Apple is lining up its first foldable iPhone for 2026, with a larger foldable iPad slated to arrive two years later, according to people familiar with the company’s roadmap and repeated supply chain signals. If the timing holds, Apple will enter the foldables category roughly seven years after the first wave of devices hit the market—late by design, but positioned to capitalize on a maturing technology stack and growing consumer interest.
What to Expect from Apple’s First Foldable iPhone
Analyst Ming-Chi Kuo expects the foldable iPhone to debut as part of the iPhone 18 family in 2026. Early targets suggest a book-style device that opens to a larger canvas—optimized for messaging, video, and multitasking—while closing to a pocketable footprint. The priority, say supply chain sources, is a crease-minimized display, robust hinge endurance, and drop resilience that meets or exceeds Apple’s current standards.

Multiple display industry trackers indicate Apple has been testing OLED panels from Samsung Display and LG Display, with internal hinge modules reportedly cycling through hundreds of thousands of open-close tests to hit long-term reliability goals. Expect Apple to lean on its own silicon and on-device intelligence for adaptive UI layouts as the screen transitions between folded and unfolded states.
Bigger Foldable iPad on the Roadmap
The second act is a larger-screen foldable iPad targeted for 2028. While prototypes have varied, most chatter points to an unfolded size in the 18–20 inch range—essentially a portable canvas that could collapse into a slimmer, more transportable package. That form factor invites accessories: think a magnetic keyboard, Pencil support, and refined multitasking that edges the device closer to an ultraportable laptop.
Apple’s calculus here is clear: the iPhone can set the volume base, while the foldable iPad can showcase high-end hardware and new workflows for creative pros, mobile coders, and enterprise users who live in documents and dashboards.
Supply Chain Signals and Materials
One throughline across both products is ultra-thin glass (UTG) cover material. Kuo reports Apple is tapping Corning for UTG, with General Interface Solutions assisting on cutting, edge treatments, inspection, and packaging. UTG in the sub-50-micron range can deliver a smoother feel than plastic films and better scratch resistance—key to closing the gap with a conventional iPhone display.
Beyond the front layer, expect specialized hinge components, shock-diffusing frames, and revised thermal paths to protect flexible OLED stacks. Industry watchers at DSCC have noted steady improvements in foldable panel yields across the ecosystem, a prerequisite for Apple’s volumes and quality bar.
Pricing, Volumes, and Market Context
Kuo projects Apple could ship roughly 8–10 million foldable iPhones in the launch year, with the potential to reach around 25 million units the following year if supply ramps and user satisfaction are strong. By contrast, the larger foldable iPad is likely to be a niche, premium product with lower volumes, reflecting higher bill of materials and more complex assembly.

IDC has estimated that global foldable phone shipments are climbing rapidly, with tens of millions of units sold annually and momentum building toward the latter half of the decade. Samsung remains the category leader, while entrants from Google, Motorola, and Chinese brands have broadened the price spectrum. Apple’s entry would not be first, but it could redefine expectations around durability, software polish, and resale value—the levers that typically move iPhone buyers.
Why 2026—and What Could Slip
Apple’s timeline suggests a few gating items: panel yield stability, hinge longevity under extreme temperatures, and a display crease that passes the “invisible in daily use” test. Reports from Bloomberg and The Information have described multi-year prototype cycles, including hinge redesigns and panel swaps as vendors iterate. If any of those variables fall short, Apple has historically delayed rather than compromise the experience.
There’s also a portfolio question. A foldable iPhone must complement, not cannibalize, the Pro line. Expect differentiation via screen size, multitasking, and perhaps exclusive camera angles or table-top modes, rather than pure processor or lens upgrades.
What It Means for Developers and Accessories
For developers, a foldable iPhone introduces new breakpoints and posture states—folded, half-open, and fully open—plus opportunities for dual-pane UIs and continuity between external and internal displays. Apple has already laid groundwork with adaptive layouts in iOS and iPadOS; expect new APIs that formalize posture detection and per-pane behaviors.
On the accessory front, MagSafe alignment on a variable-thickness device, case designs that protect the hinge without adding bulk, and stands that exploit tabletop modes will all be fertile territory. If Apple brings Pencil support to the foldable iPad, it could become the company’s most versatile sketch and markup device yet.
The upshot: Apple’s measured entry into foldables appears locked to 2026 for iPhone and 2028 for a larger foldable iPad. With maturing UTG, improved hinges, and a software stack built for adaptive screens, the company is positioning not to chase the category, but to reset it.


A faithful copy is needed. Set down all of the data below exactly.

═════ The records

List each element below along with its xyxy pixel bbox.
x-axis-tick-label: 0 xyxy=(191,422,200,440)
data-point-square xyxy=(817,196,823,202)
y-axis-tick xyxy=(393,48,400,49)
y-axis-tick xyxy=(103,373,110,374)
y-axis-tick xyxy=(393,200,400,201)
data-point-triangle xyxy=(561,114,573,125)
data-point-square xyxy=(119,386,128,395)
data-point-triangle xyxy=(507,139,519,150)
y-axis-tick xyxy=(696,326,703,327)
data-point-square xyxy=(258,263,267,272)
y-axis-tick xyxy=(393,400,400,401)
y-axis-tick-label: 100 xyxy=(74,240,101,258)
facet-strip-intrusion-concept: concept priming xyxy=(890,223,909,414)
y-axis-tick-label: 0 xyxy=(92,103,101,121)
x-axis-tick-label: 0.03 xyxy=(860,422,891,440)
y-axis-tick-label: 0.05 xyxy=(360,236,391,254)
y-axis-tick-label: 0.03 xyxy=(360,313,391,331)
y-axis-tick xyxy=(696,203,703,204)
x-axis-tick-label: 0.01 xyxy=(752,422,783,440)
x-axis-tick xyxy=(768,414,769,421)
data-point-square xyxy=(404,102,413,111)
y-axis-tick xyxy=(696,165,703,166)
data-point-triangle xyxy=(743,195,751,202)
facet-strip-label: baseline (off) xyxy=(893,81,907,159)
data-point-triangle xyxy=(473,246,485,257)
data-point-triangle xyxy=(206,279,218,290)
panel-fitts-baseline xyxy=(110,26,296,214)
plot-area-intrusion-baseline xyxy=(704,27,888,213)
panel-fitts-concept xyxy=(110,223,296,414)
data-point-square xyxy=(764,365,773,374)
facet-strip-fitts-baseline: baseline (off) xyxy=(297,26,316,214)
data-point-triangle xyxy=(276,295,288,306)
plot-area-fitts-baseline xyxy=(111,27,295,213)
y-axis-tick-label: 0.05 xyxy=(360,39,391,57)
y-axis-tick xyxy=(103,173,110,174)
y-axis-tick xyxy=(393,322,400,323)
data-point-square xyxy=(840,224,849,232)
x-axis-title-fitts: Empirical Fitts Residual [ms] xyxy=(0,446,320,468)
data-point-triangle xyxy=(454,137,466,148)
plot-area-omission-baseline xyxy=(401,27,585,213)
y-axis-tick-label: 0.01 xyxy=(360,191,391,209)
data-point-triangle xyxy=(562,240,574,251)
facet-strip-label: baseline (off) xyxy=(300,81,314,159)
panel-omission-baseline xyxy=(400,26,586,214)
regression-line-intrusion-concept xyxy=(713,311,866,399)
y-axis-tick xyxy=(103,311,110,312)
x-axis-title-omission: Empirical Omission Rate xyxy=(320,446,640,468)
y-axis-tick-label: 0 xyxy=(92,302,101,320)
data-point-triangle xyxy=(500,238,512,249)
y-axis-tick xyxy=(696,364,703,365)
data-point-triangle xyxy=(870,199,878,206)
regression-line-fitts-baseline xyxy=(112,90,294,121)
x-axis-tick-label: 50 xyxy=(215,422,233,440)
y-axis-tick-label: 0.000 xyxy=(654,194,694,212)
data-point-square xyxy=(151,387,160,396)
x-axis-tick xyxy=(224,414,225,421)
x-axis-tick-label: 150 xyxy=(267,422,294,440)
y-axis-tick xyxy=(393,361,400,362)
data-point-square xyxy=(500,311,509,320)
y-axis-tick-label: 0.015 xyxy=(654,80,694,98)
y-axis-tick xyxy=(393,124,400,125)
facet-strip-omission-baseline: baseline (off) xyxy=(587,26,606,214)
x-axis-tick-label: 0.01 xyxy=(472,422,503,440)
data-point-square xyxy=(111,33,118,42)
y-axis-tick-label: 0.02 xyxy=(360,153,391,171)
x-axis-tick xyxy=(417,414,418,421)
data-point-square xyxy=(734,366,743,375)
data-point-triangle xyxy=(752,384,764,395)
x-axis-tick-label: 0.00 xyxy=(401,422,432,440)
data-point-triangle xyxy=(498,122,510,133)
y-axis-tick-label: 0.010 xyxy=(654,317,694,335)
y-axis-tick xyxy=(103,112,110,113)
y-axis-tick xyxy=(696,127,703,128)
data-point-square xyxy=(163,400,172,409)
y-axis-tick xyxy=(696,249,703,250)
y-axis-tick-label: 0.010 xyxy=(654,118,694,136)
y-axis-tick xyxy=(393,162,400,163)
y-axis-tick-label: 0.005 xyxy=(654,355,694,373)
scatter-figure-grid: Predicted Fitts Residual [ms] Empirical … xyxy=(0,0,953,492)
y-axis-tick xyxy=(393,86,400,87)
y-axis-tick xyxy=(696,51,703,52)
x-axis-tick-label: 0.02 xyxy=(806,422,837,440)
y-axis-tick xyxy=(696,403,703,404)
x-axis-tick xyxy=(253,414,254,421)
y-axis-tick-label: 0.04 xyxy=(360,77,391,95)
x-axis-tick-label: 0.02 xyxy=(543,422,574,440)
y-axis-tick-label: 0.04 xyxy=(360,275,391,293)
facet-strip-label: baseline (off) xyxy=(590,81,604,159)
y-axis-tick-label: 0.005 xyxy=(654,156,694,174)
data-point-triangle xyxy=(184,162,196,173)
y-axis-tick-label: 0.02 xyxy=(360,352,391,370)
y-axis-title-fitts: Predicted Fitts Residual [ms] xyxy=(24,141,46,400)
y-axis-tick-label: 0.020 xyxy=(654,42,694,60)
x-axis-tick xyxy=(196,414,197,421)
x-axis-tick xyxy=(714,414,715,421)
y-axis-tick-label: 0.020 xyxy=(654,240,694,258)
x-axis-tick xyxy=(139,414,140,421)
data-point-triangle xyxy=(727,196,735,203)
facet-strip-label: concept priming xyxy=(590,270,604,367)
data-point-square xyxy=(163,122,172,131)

══════════

Response to the task —
List each element below along with its xyxy pixel bbox.
x-axis-tick-label: 0 xyxy=(191,422,200,440)
data-point-square xyxy=(817,196,823,202)
y-axis-tick xyxy=(393,48,400,49)
y-axis-tick xyxy=(103,373,110,374)
y-axis-tick xyxy=(393,200,400,201)
data-point-triangle xyxy=(561,114,573,125)
data-point-square xyxy=(119,386,128,395)
data-point-triangle xyxy=(507,139,519,150)
y-axis-tick xyxy=(696,326,703,327)
data-point-square xyxy=(258,263,267,272)
y-axis-tick xyxy=(393,400,400,401)
y-axis-tick-label: 100 xyxy=(74,240,101,258)
facet-strip-intrusion-concept: concept priming xyxy=(890,223,909,414)
y-axis-tick-label: 0 xyxy=(92,103,101,121)
x-axis-tick-label: 0.03 xyxy=(860,422,891,440)
y-axis-tick-label: 0.05 xyxy=(360,236,391,254)
y-axis-tick-label: 0.03 xyxy=(360,313,391,331)
y-axis-tick xyxy=(696,203,703,204)
x-axis-tick-label: 0.01 xyxy=(752,422,783,440)
x-axis-tick xyxy=(768,414,769,421)
data-point-square xyxy=(404,102,413,111)
y-axis-tick xyxy=(696,165,703,166)
data-point-triangle xyxy=(743,195,751,202)
facet-strip-label: baseline (off) xyxy=(893,81,907,159)
data-point-triangle xyxy=(473,246,485,257)
data-point-triangle xyxy=(206,279,218,290)
panel-fitts-baseline xyxy=(110,26,296,214)
plot-area-intrusion-baseline xyxy=(704,27,888,213)
panel-fitts-concept xyxy=(110,223,296,414)
data-point-square xyxy=(764,365,773,374)
facet-strip-fitts-baseline: baseline (off) xyxy=(297,26,316,214)
data-point-triangle xyxy=(276,295,288,306)
plot-area-fitts-baseline xyxy=(111,27,295,213)
y-axis-tick-label: 0.05 xyxy=(360,39,391,57)
y-axis-tick xyxy=(103,173,110,174)
y-axis-tick xyxy=(393,322,400,323)
data-point-square xyxy=(840,224,849,232)
x-axis-title-fitts: Empirical Fitts Residual [ms] xyxy=(0,446,320,468)
data-point-triangle xyxy=(454,137,466,148)
plot-area-omission-baseline xyxy=(401,27,585,213)
y-axis-tick-label: 0.01 xyxy=(360,191,391,209)
data-point-triangle xyxy=(562,240,574,251)
facet-strip-label: baseline (off) xyxy=(300,81,314,159)
panel-omission-baseline xyxy=(400,26,586,214)
regression-line-intrusion-concept xyxy=(713,311,866,399)
y-axis-tick xyxy=(103,311,110,312)
x-axis-title-omission: Empirical Omission Rate xyxy=(320,446,640,468)
y-axis-tick-label: 0 xyxy=(92,302,101,320)
data-point-triangle xyxy=(500,238,512,249)
y-axis-tick xyxy=(696,364,703,365)
data-point-triangle xyxy=(870,199,878,206)
regression-line-fitts-baseline xyxy=(112,90,294,121)
x-axis-tick-label: 50 xyxy=(215,422,233,440)
y-axis-tick-label: 0.000 xyxy=(654,194,694,212)
data-point-square xyxy=(151,387,160,396)
x-axis-tick xyxy=(224,414,225,421)
x-axis-tick-label: 150 xyxy=(267,422,294,440)
y-axis-tick xyxy=(393,361,400,362)
data-point-square xyxy=(500,311,509,320)
y-axis-tick-label: 0.015 xyxy=(654,80,694,98)
y-axis-tick xyxy=(393,124,400,125)
facet-strip-omission-baseline: baseline (off) xyxy=(587,26,606,214)
x-axis-tick-label: 0.01 xyxy=(472,422,503,440)
data-point-square xyxy=(111,33,118,42)
y-axis-tick-label: 0.02 xyxy=(360,153,391,171)
x-axis-tick xyxy=(417,414,418,421)
data-point-square xyxy=(734,366,743,375)
data-point-triangle xyxy=(752,384,764,395)
x-axis-tick-label: 0.00 xyxy=(401,422,432,440)
data-point-triangle xyxy=(498,122,510,133)
y-axis-tick-label: 0.010 xyxy=(654,317,694,335)
y-axis-tick xyxy=(103,112,110,113)
y-axis-tick xyxy=(696,127,703,128)
data-point-square xyxy=(163,400,172,409)
y-axis-tick xyxy=(696,249,703,250)
y-axis-tick-label: 0.010 xyxy=(654,118,694,136)
y-axis-tick xyxy=(393,162,400,163)
y-axis-tick-label: 0.005 xyxy=(654,355,694,373)
scatter-figure-grid: Predicted Fitts Residual [ms] Empirical … xyxy=(0,0,953,492)
y-axis-tick xyxy=(393,86,400,87)
y-axis-tick xyxy=(696,51,703,52)
x-axis-tick-label: 0.02 xyxy=(806,422,837,440)
y-axis-tick xyxy=(696,403,703,404)
x-axis-tick xyxy=(253,414,254,421)
y-axis-tick-label: 0.04 xyxy=(360,77,391,95)
x-axis-tick-label: 0.02 xyxy=(543,422,574,440)
y-axis-tick-label: 0.04 xyxy=(360,275,391,293)
facet-strip-label: baseline (off) xyxy=(590,81,604,159)
y-axis-tick-label: 0.005 xyxy=(654,156,694,174)
data-point-triangle xyxy=(184,162,196,173)
y-axis-tick-label: 0.02 xyxy=(360,352,391,370)
y-axis-title-fitts: Predicted Fitts Residual [ms] xyxy=(24,141,46,400)
y-axis-tick-label: 0.020 xyxy=(654,42,694,60)
x-axis-tick xyxy=(196,414,197,421)
x-axis-tick xyxy=(714,414,715,421)
y-axis-tick-label: 0.020 xyxy=(654,240,694,258)
x-axis-tick xyxy=(139,414,140,421)
data-point-triangle xyxy=(727,196,735,203)
facet-strip-label: concept priming xyxy=(590,270,604,367)
data-point-square xyxy=(163,122,172,131)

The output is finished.